A short note on how we approach atmospheric lighting in Blender — and the small tools we built to get there faster.
Atmosphere is one of the cheapest ways to make a 3D image feel intentional. A bit of haze, a defined beam of light, a soft fall-off into the distance — and a flat scene starts to read like something filmed. The hard part is doing it without paying the price of scene-wide physical volumetrics.
The mental shift we keep coming back to: stop thinking of fog as an environment, start thinking of it as a stage element. You don't need volume everywhere; you need it where the camera looks. A beam through a window. A pocket of haze behind a foreground silhouette. A god-ray that explains where the sun is.
This is the idea Volume Forge was built around — and Scene Fog Setup is its lighter, free-tool cousin for cases where you just want to drop a fitted fog volume around a few objects and get on with the shot.
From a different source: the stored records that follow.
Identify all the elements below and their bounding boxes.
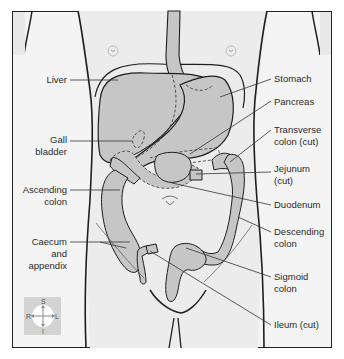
label-ileum: Ileum (cut) — [274, 319, 319, 331]
label-jejunum-line2: (cut) — [274, 175, 293, 187]
label-descending-colon-line1: Descending — [274, 226, 324, 238]
label-duodenum: Duodenum — [274, 199, 320, 211]
label-transverse-colon-line1: Transverse — [274, 124, 321, 136]
label-caecum-line2: and — [51, 248, 67, 260]
jejunum — [155, 152, 192, 182]
label-transverse-colon-line2: colon (cut) — [274, 136, 318, 148]
label-gall-bladder-line2: bladder — [35, 146, 67, 158]
compass-right: R — [26, 313, 31, 320]
compass-superior: S — [41, 298, 46, 305]
orientation-compass: S I R L — [24, 297, 61, 335]
label-jejunum-line1: Jejunum — [274, 163, 310, 175]
label-caecum-line1: Caecum — [32, 236, 67, 248]
compass-inferior: I — [42, 328, 44, 335]
label-descending-colon-line2: colon — [274, 238, 297, 250]
label-gall-bladder-line1: Gall — [50, 134, 67, 146]
label-caecum-line3: appendix — [28, 260, 67, 272]
left-arm-outline — [312, 11, 320, 55]
label-ascending-colon-line2: colon — [44, 196, 67, 208]
compass-left: L — [55, 313, 59, 320]
label-stomach: Stomach — [274, 73, 312, 85]
label-pancreas: Pancreas — [274, 96, 314, 108]
right-arm-outline — [24, 11, 32, 55]
label-ascending-colon-line1: Ascending — [23, 184, 67, 196]
label-sigmoid-colon-line2: colon — [274, 283, 297, 295]
label-liver: Liver — [46, 74, 67, 86]
label-sigmoid-colon-line1: Sigmoid — [274, 271, 308, 283]
jejunum-cut — [190, 170, 202, 180]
Both add-ons let you choose between an emissive "fake fog" approach (an Emission shader plugged into the Volume output, which renders much faster and is easier to push toward stylized looks) and a true volumetric setup with proper shadow interaction.
Our rule of thumb: start with fake fog while you compose the shot, switch to real fog only when the realism matters or when the shadows themselves are part of the storytelling.
If this is the kind of workflow you want in your own scenes, both add-ons are available — one paid, one free.